Tas sighed inwardly. As much he liked humans, traveling with them certainly took a lot of joy out of the journey.

The cold was biting. Odila shivered, wrapped her robes around her more closely. Gerard stalked over to the ice wall. He did not touch it. He looked it up and down. Drawing his dagger, he jabbed the weapon’s point into the wall.

The blade shattered. Gerard dropped the knife with an oath, wrung his hand in pain, then slid his hand beneath his armpit.

“It’s so damn cold it broke the blade! I could feel the chill travel through the metal and strike deep into my bone. My hand is still numb.”

“We can’t survive long in this,” Odila said. “We humans will perish of the cold, as will the kender. I can’t speak for the dragon.”

Tas smiled at her to thank her for including him.

“As for me,” said Mirror, “my species is cold-blooded. My blood will thicken and grow sluggish. I will soon lose my ability to fly or even to think clearly.”
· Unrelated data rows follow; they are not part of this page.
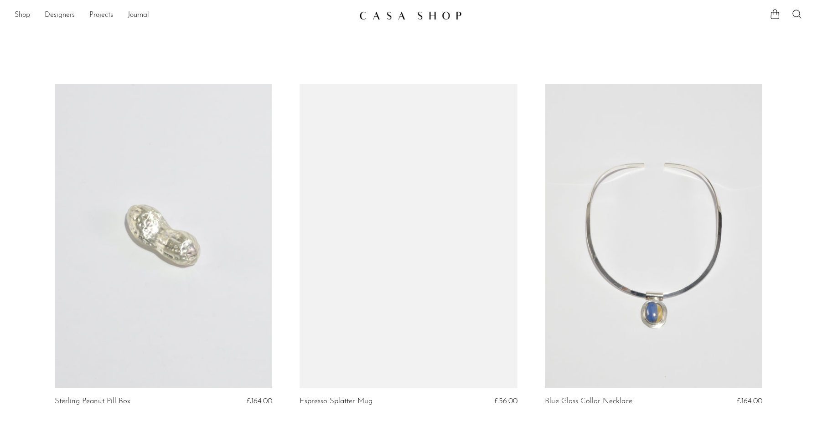 Image resolution: width=817 pixels, height=426 pixels. What do you see at coordinates (183, 15) in the screenshot?
I see `ul: NEW HEADER MENU` at bounding box center [183, 15].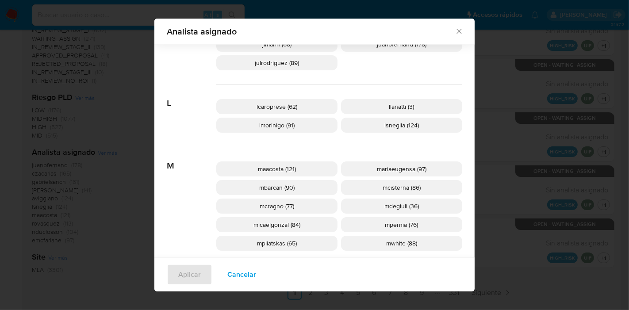 The width and height of the screenshot is (629, 310). What do you see at coordinates (277, 187) in the screenshot?
I see `div: mbarcan (90)` at bounding box center [277, 187]. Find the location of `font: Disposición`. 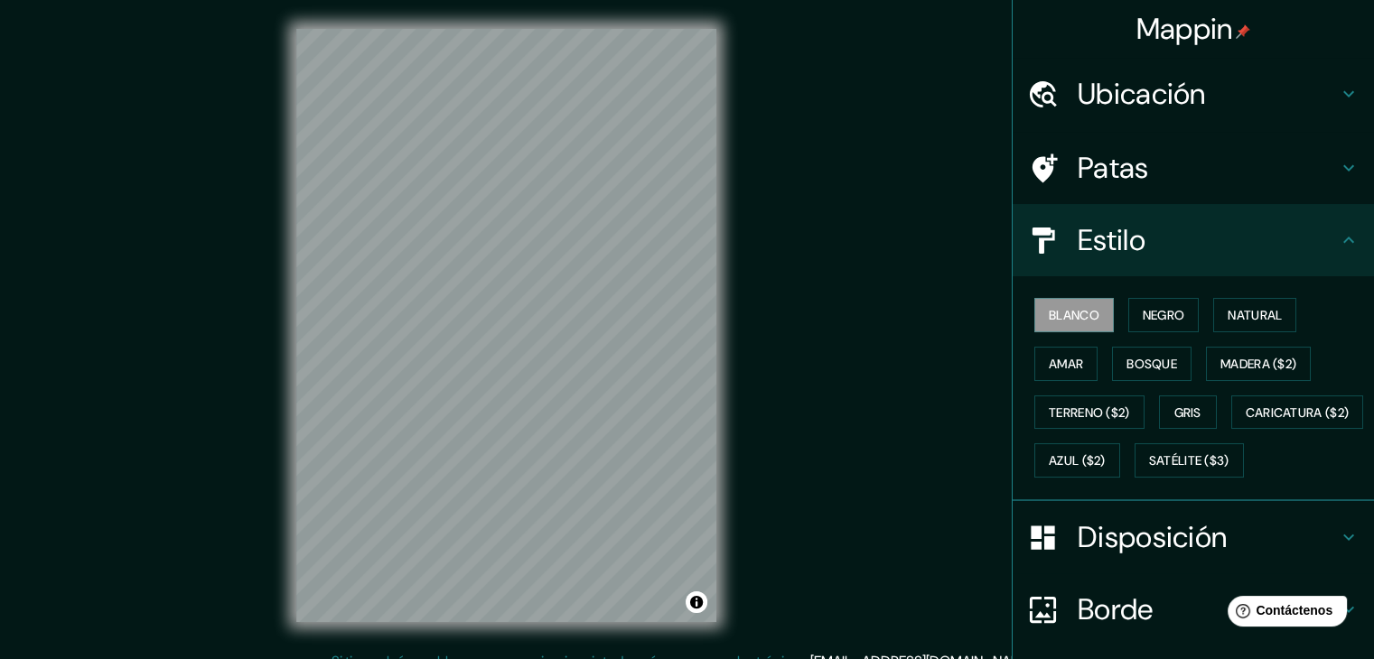

font: Disposición is located at coordinates (1152, 537).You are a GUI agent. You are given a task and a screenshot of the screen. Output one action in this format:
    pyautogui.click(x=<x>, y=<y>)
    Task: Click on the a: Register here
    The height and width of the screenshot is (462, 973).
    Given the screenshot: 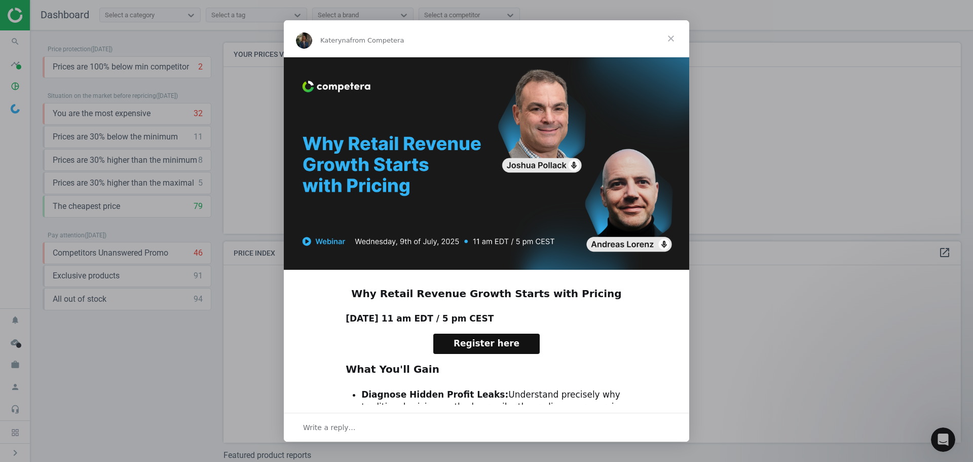 What is the action you would take?
    pyautogui.click(x=487, y=344)
    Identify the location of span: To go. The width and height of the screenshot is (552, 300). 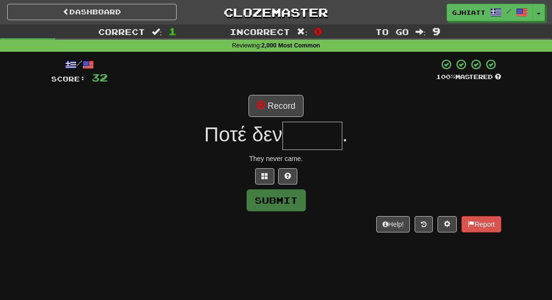
(392, 32).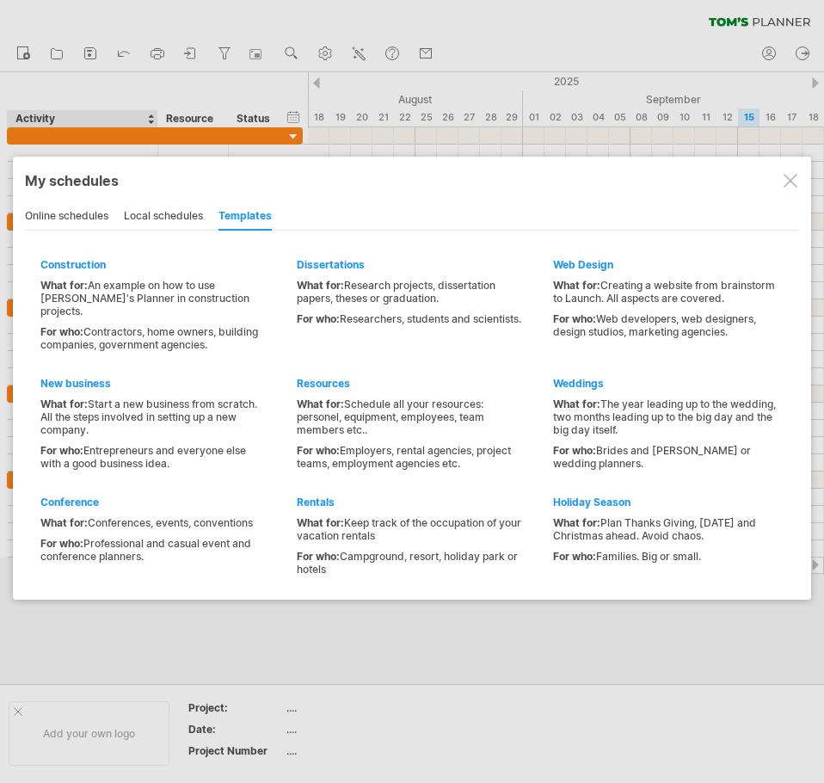 This screenshot has height=783, width=824. What do you see at coordinates (152, 338) in the screenshot?
I see `div: Contractors, home owners, building companies, government agencies.` at bounding box center [152, 338].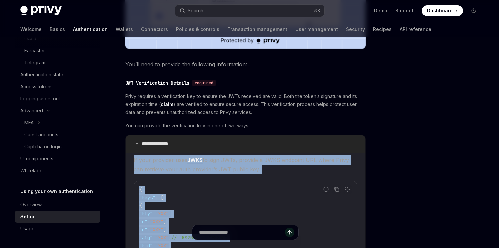 The image size is (499, 248). I want to click on span: "kty", so click(146, 214). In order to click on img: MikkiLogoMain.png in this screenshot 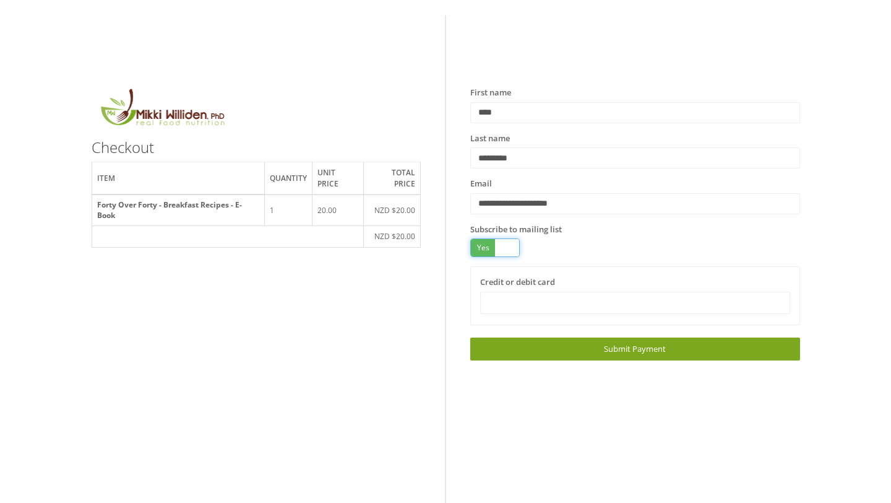, I will do `click(162, 110)`.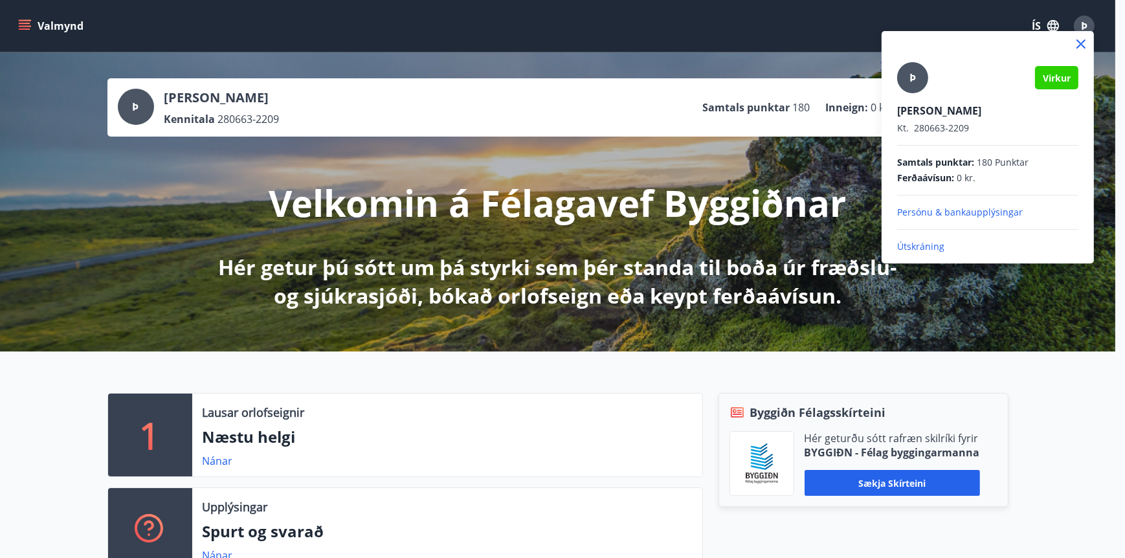  I want to click on span: Ferðaávísun :, so click(926, 178).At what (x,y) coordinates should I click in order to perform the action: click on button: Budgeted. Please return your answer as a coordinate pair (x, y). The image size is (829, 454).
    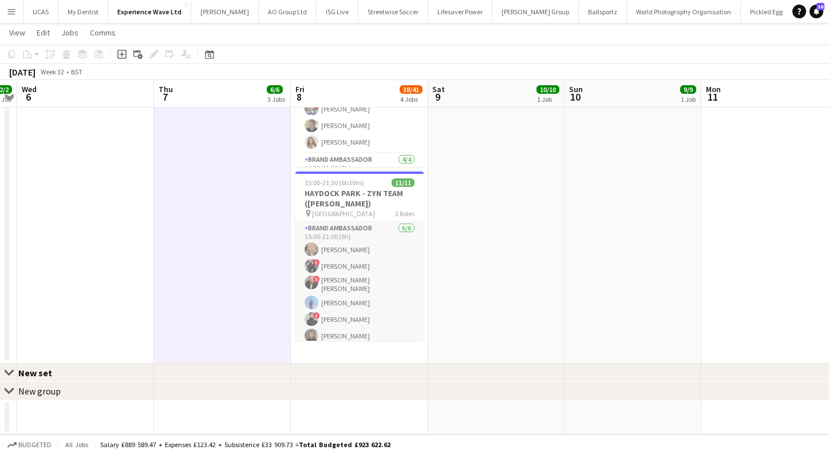
    Looking at the image, I should click on (29, 445).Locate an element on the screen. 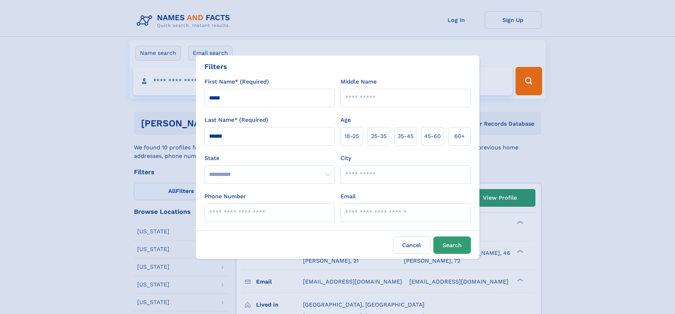 Image resolution: width=675 pixels, height=314 pixels. button: Search is located at coordinates (452, 245).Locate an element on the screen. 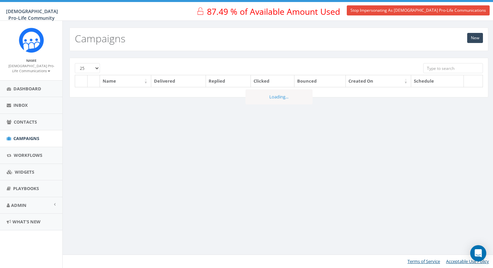 The image size is (493, 268). div: Loading... is located at coordinates (279, 97).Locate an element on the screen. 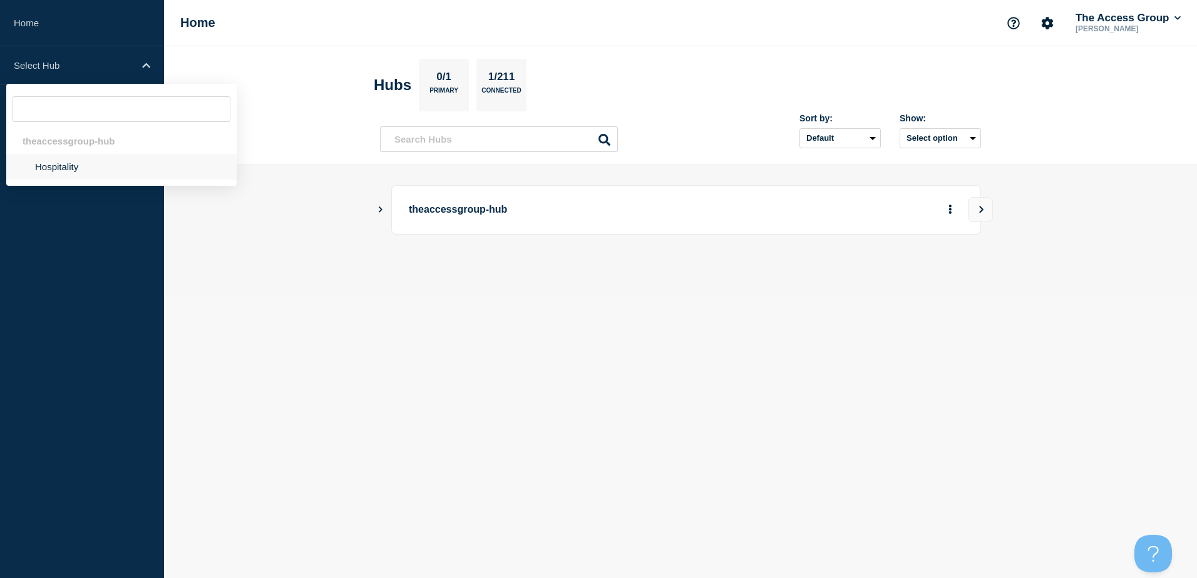 Image resolution: width=1197 pixels, height=578 pixels. input: Search Hubs is located at coordinates (499, 139).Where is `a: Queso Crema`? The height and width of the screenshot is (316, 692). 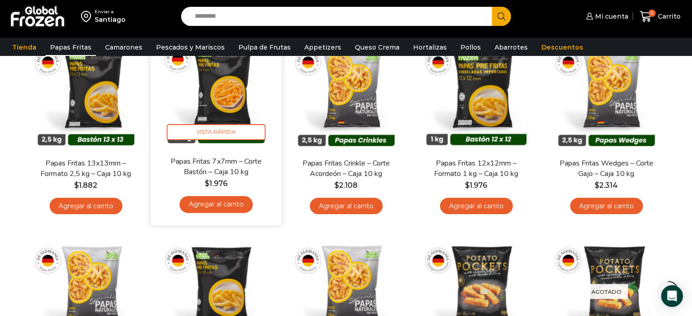
a: Queso Crema is located at coordinates (377, 47). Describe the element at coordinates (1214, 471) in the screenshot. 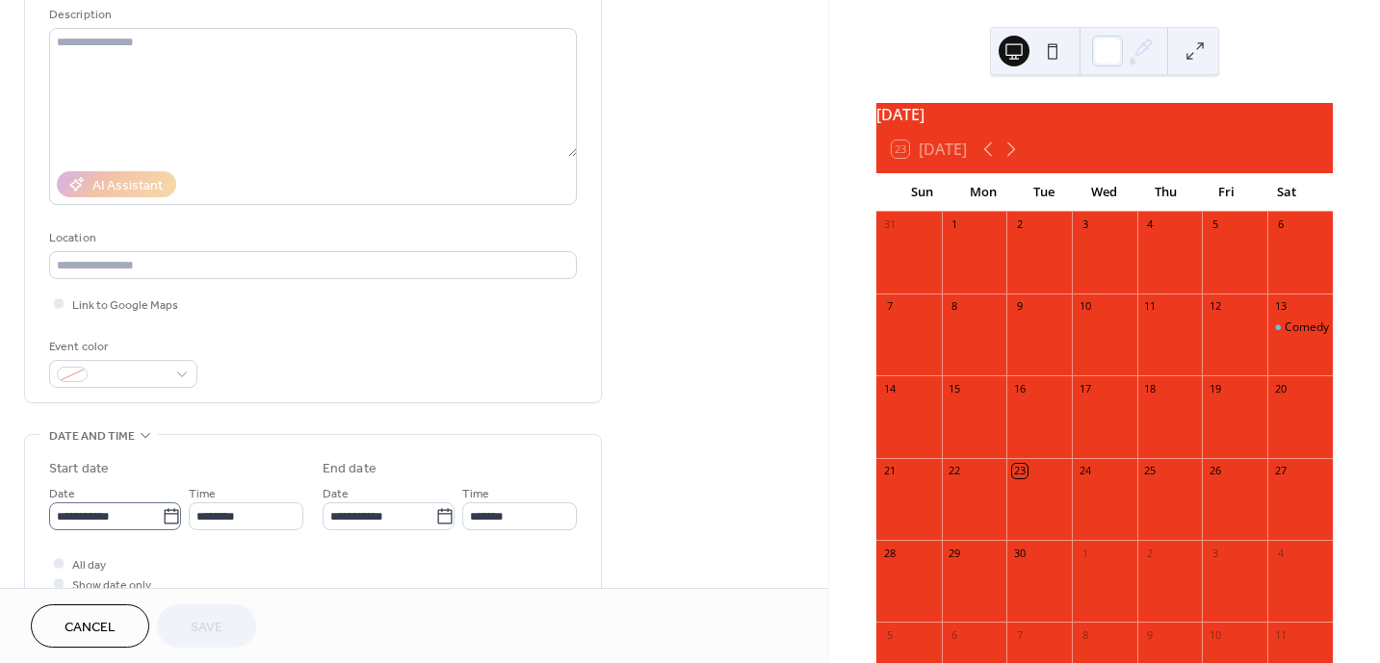

I see `div: 26` at that location.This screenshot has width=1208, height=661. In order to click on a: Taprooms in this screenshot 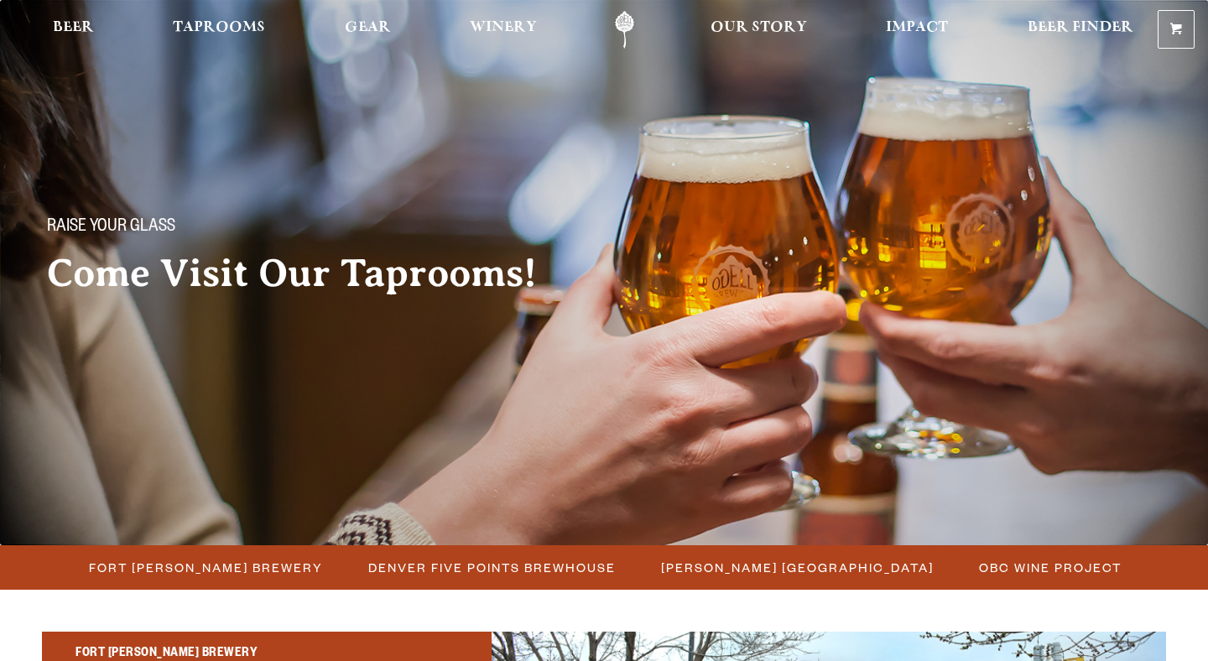, I will do `click(219, 29)`.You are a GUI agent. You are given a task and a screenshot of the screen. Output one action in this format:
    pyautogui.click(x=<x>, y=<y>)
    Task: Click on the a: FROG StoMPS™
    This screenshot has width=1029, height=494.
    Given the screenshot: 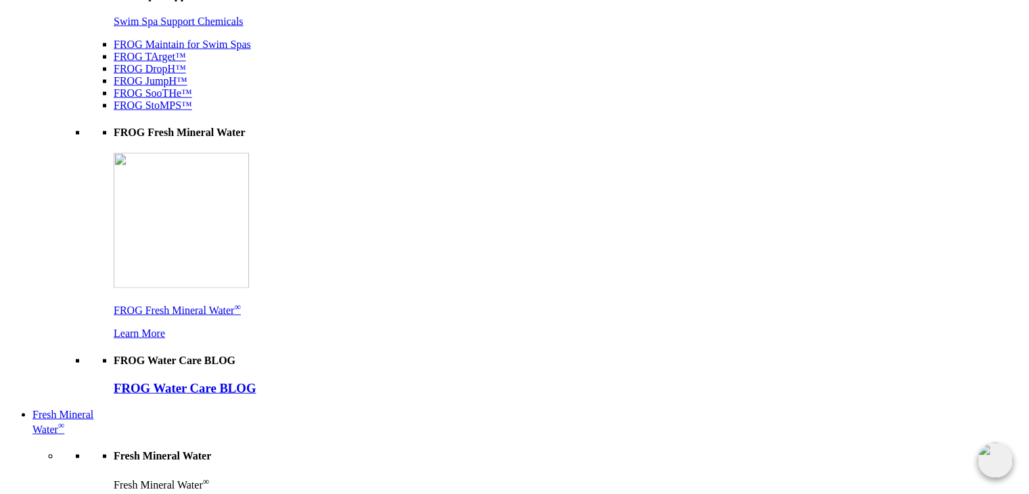 What is the action you would take?
    pyautogui.click(x=153, y=105)
    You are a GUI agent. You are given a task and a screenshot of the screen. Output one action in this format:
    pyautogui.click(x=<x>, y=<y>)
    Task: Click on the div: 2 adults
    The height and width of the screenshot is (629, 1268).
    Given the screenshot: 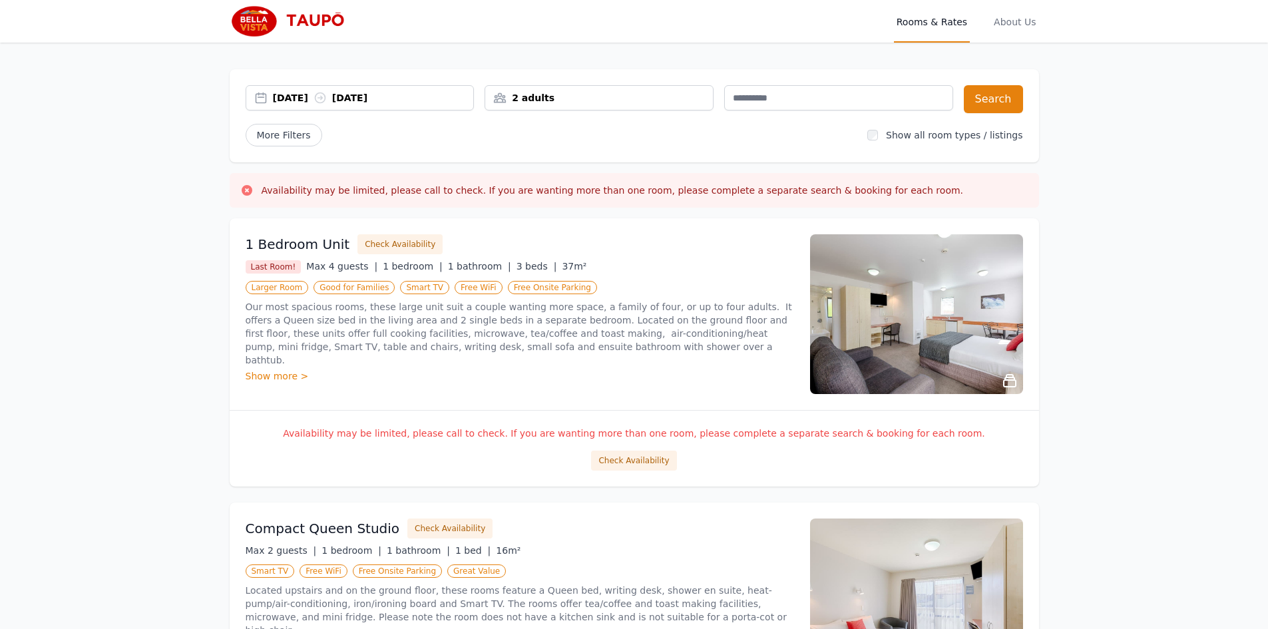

“And except for you,” said Gerard grumpily, looking around the barren wasteland on which they stood, “I don’t see a single dragon.”

Tasslehoff was forced to admit that he was feeling the chill himself and that it was causing very unpleasant sensations in his toes and the tips of his fingers. He thought with regret back to a fur-lined vest he’d once owned, and he wondered whatever became of it. He wondered also what had become of the dragons, for he was absolutely positive—well, relatively certain—that this was the place where he’d been told he would find them. He peered under a few gray rocks with no luck.

“You better take us back, Tas,” said Odila, as best she could for her teeth clicking together.

“He can’t take us back,” said Mirror, and the dragon was oddly complacent. “This place was constructed as a prison for dragons. It has frozen the magic in my blood. I doubt if the magic of the device will work either.”

“We’re trapped here!” Gerard said grimly. “To freeze to death!” Tasslehoff drew himself up. This was a glorious moment, and while admittedly it didn’t look or feel very glorious (he’d lost all feeling in his toes), he knew what he was doing.